10 Sept. 1845–2 Jan. 1931

Portrait of the Hon. James M. Mullen, from George S. Bernard's <i>War Talks of Confederate Veterans,</i> published 1892 by Fenn & Owen, Publishers, Petersburg, Virginia.  Presented on Archive.org. James Madison Mullen, jurist and legislator, was born in Pasquotank County, the son of James Whedbee and Susan W. Clary Mullen. His niece Emily, the daughter of Antoinette Mullen and George Gilliam, married Sterling Gary of Halifax. During her long life she and her stepdaughter, Nannie Gary, did much to preserve both the history and the historic sites of that town.

Mullen attended the Hertford Male Academy but left his studies in February 1862 to join the Confederate army, enlisting in the Virginia battery of Captain S. Taylor Martin, of Major Francis S. Bogg's battalion of light artillery. In October 1863 he was transferred to Captain L. H. Webb's North Carolina battery in the same battalion and so served until the end of the war.
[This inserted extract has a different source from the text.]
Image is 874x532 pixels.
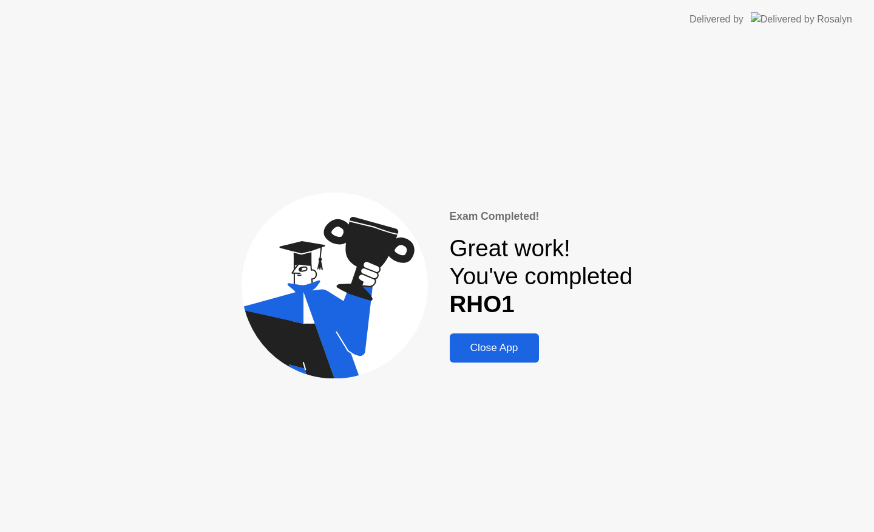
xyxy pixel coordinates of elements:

In 1890, in an address before the A. P. Hill Camp of Confederate Veterans meeting in Petersburg, Va., Mullen related his experiences during the fifteen days preceding General Joseph Johnston's surrender at Hillsborough. Withdrawing from the town of Weldon, where they had been assigned to guard the Wilmington and Weldon Railroad, the members of Webb's battery passed through the counties of Warren, Franklin, and Nash before General Laurence S. Baker, the commanding officer, arranged their surrender to General William T. Sherman. In this speech, later published in War Talks of Confederate Veterans, Mullen made interesting observations on the reaction of the civilian population in this part of North Carolina to the collapse of the Confederacy.

In 1866 Mullen was appointed register of deeds for Perquimans County, an office he held for two years. Having studied law in his leisure time under Thomas G. Skinner of Hertford, he was admitted to the bar in January 1869 and settled in the town of Halifax to practice. A successful attorney, he represented Halifax County in the state senate for the term beginning January 1885. In July 1886 he moved to Petersburg, Va., and formed a partnership with Richard B. Davis, at the same time retaining his North Carolina practice in Halifax and Northampton counties. In 1888 he was elected attorney for the city of Petersburg, serving for six years. In 1894 Mullen succeeded David Meade Bernard, Jr., as judge of the Hustings Court of Petersburg, a post he held until his death.

During his thirty-six years on the bench, he won the respect and affection of the bar; he was especially revered by the younger members, in whom he took a keen interest and to whom he showed great courtesy and consideration. A portrait of Judge Mullen hangs in the courthouse in Petersburg. An active member of St. Paul's Episcopal Church in that city, he was buried in Blandford Cemetery, Petersburg.

On 13 Oct. 1875 Mullen married Evelyn A. Grigg, the daughter of Wesley and Augustina Wells Grigg of Petersburg. They had four children who survived to maturity: James, Thomas Wilson, Grizelle, and Clary Sutton.

References:

American Historical Society, History of Virginia, vol. 4 (1924).

George S. Bernard, ed., War Talks of Confederate Veterans (1892).

Robert A. Brock, ed., Virginia and Virginians, vol. 2 (1888).